Digital System Design: FPGA-based Passive Signal Collection and Processing System

  • Tools/Skills: VHDL, Signal Processing, Digital System Design
  • Type: Project
  • Date: March 2025 - May 2025

As part of my Digital System Design course (ECE 341 at ODU), I proposed and independently developed a custom project focused on designing a passive signal detection and processing system. This initiative was taken prior to formal coursework in digital signal processing or control systems and alongside Circuits II and Calculus III, with a foundation primarily in C++.

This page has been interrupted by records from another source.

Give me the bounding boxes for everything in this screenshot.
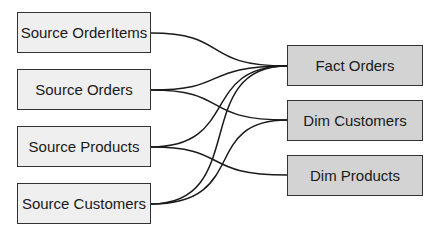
node-label: Dim Customers [303,112,406,129]
node-label: Source Customers [22,195,146,212]
source-orders-node[interactable]: Source Orders [17,69,151,110]
node-label: Fact Orders [315,57,394,74]
node-label: Source OrderItems [21,24,148,41]
edge-orderitems-fact-orders [151,33,287,66]
edge-orders-dim-customers [151,90,287,120]
edge-customers-fact-orders [151,66,287,204]
node-label: Source Products [29,138,140,155]
fact-orders-node[interactable]: Fact Orders [287,45,423,86]
edge-products-fact-orders [151,66,287,147]
dim-customers-node[interactable]: Dim Customers [287,100,423,141]
source-orderitems-node[interactable]: Source OrderItems [17,12,151,53]
source-products-node[interactable]: Source Products [17,126,151,167]
dim-products-node[interactable]: Dim Products [287,155,423,196]
node-label: Dim Products [310,167,400,184]
edge-orders-fact-orders [151,66,287,90]
source-customers-node[interactable]: Source Customers [17,183,151,224]
node-label: Source Orders [35,81,133,98]
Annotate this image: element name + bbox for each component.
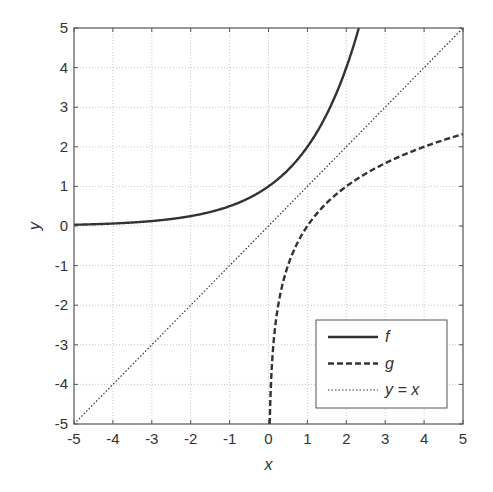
x-tick-label: 2: [342, 430, 350, 447]
x-axis-label: x: [264, 456, 274, 473]
y-tick-label: 5: [60, 19, 68, 36]
y-axis-label: y: [26, 221, 43, 231]
x-tick-label: 5: [459, 430, 467, 447]
y-tick-label: -5: [55, 415, 68, 432]
y-tick-label: 0: [60, 217, 68, 234]
legend-label: g: [385, 355, 394, 372]
x-tick-label: -5: [67, 430, 80, 447]
x-tick-label: -1: [223, 430, 236, 447]
x-tick-label: -3: [145, 430, 158, 447]
x-tick-label: 0: [264, 430, 272, 447]
y-tick-label: -4: [55, 375, 68, 392]
x-tick-label: 3: [381, 430, 389, 447]
legend: f g y = x: [316, 320, 447, 408]
y-tick-label: 4: [60, 59, 68, 76]
y-tick-label: -3: [55, 336, 68, 353]
x-tick-label: 4: [420, 430, 428, 447]
legend-box: [316, 320, 447, 408]
x-tick-label: 1: [303, 430, 311, 447]
y-tick-label: 1: [60, 177, 68, 194]
y-tick-label: -2: [55, 296, 68, 313]
y-tick-label: 3: [60, 98, 68, 115]
y-tick-label: 2: [60, 138, 68, 155]
chart: -5-4-3-2-1012345-5-4-3-2-1012345 x y f g…: [0, 0, 493, 492]
x-tick-label: -4: [106, 430, 119, 447]
y-tick-label: -1: [55, 257, 68, 274]
legend-label: y = x: [384, 381, 420, 398]
x-tick-label: -2: [184, 430, 197, 447]
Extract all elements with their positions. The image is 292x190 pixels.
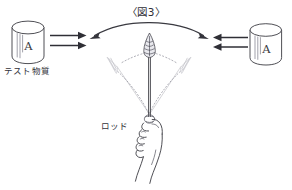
left-cylinder-letter: A (23, 39, 33, 53)
right-cylinder: A (250, 24, 282, 65)
arrow-right-2 (213, 43, 248, 50)
right-cylinder-top (250, 24, 282, 37)
hand-thumb-crease (152, 124, 159, 128)
swing-path-left (115, 69, 149, 114)
influence-arrows-right (213, 34, 248, 51)
hand-inner-contour (135, 157, 143, 181)
rod-ghost-right (150, 57, 191, 113)
swing-arc-head-left (90, 32, 101, 39)
arrow-left-2 (50, 42, 87, 49)
rod-ghost-left-shaft (117, 67, 149, 114)
arrow-right-1 (213, 34, 248, 41)
figure-illustration: A A (0, 0, 292, 190)
hand-palm-crease (152, 150, 156, 165)
hand-gripping-rod (135, 119, 162, 183)
figure-canvas: 〈図3〉 A A (0, 0, 292, 190)
left-cylinder: A (12, 21, 44, 64)
rod-ghost-left (107, 57, 149, 113)
hand-outer-contour (150, 134, 162, 183)
hand-fingers (136, 130, 146, 158)
swing-arc-head-right (198, 32, 209, 39)
influence-arrows-left (50, 32, 87, 49)
arrow-left-1 (50, 32, 87, 39)
left-cylinder-top (12, 21, 44, 34)
label-test-substance: テスト物質 (4, 64, 50, 76)
rod-ghost-right-shaft (150, 67, 181, 114)
label-rod: ロッド (101, 119, 129, 131)
right-cylinder-letter: A (261, 42, 271, 56)
dowsing-rod (144, 33, 156, 123)
hand-index-top (142, 123, 149, 131)
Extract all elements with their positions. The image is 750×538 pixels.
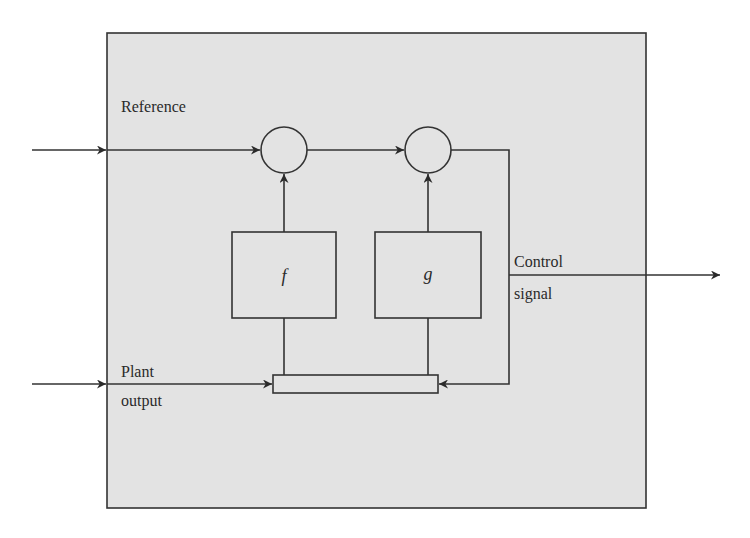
block-g-label: g <box>424 264 433 284</box>
plant-output-label-line1: Plant <box>121 363 154 380</box>
memory-bar <box>273 375 438 393</box>
summing-junction-2 <box>405 127 451 173</box>
controller-diagram: Reference Plant output Control signal f … <box>0 0 750 538</box>
control-signal-label-line1: Control <box>514 253 563 270</box>
plant-output-label-line2: output <box>121 392 162 410</box>
reference-label: Reference <box>121 98 186 115</box>
control-signal-label-line2: signal <box>514 285 553 303</box>
summing-junction-1 <box>261 127 307 173</box>
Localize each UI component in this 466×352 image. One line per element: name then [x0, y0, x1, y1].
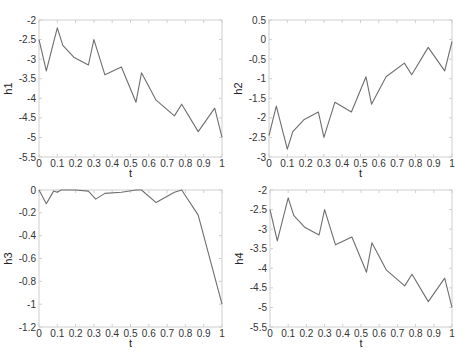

The project leveraged VHDL within ALDEC Studio and used a publicly available IEEE dataset containing drone communication signals (uplink/downlink across 13 drone types). Signals were preprocessed into an 8-bit format using MATLAB to simulate input acquisition, with the assumption of ideal input signals due to scope constraints.

I implemented a 16-point Radix-4 FFT (Fast Fourier Transform) algorithm for frequency-domain analysis, selecting and adapting a published hardware-oriented FFT structure suitable for VHDL implementation. A key focus outside of the FFT algorithm was on planning and synchronizing the modular components of the system through FSM-based control logic (Finite State Machine), with careful attention to timing and overflow challenges common in hardware design.

This project provided hands-on experience in designing digital systems with modularity and interoperability in mind, and highlighted the importance of system planning prior to implementation.

System Design

The overall system consisted of modular components coordinated by FSM-based control logic. The processing flow was:

  1. Detect signal activity
  2. Buffer incoming samples
  3. Trigger FFT processing
  4. Store processed frequency data

Once buffering completed, the system triggered a secondary FFT controller to process 16-sample segments using a hardware-oriented 16-point Radix-4 FFT based on the paper:
“Design of 16-Point Radix-4 Fast Fourier Transform in 0.18 µm CMOS Technology,” Palaniappan, Zulkifli, et al.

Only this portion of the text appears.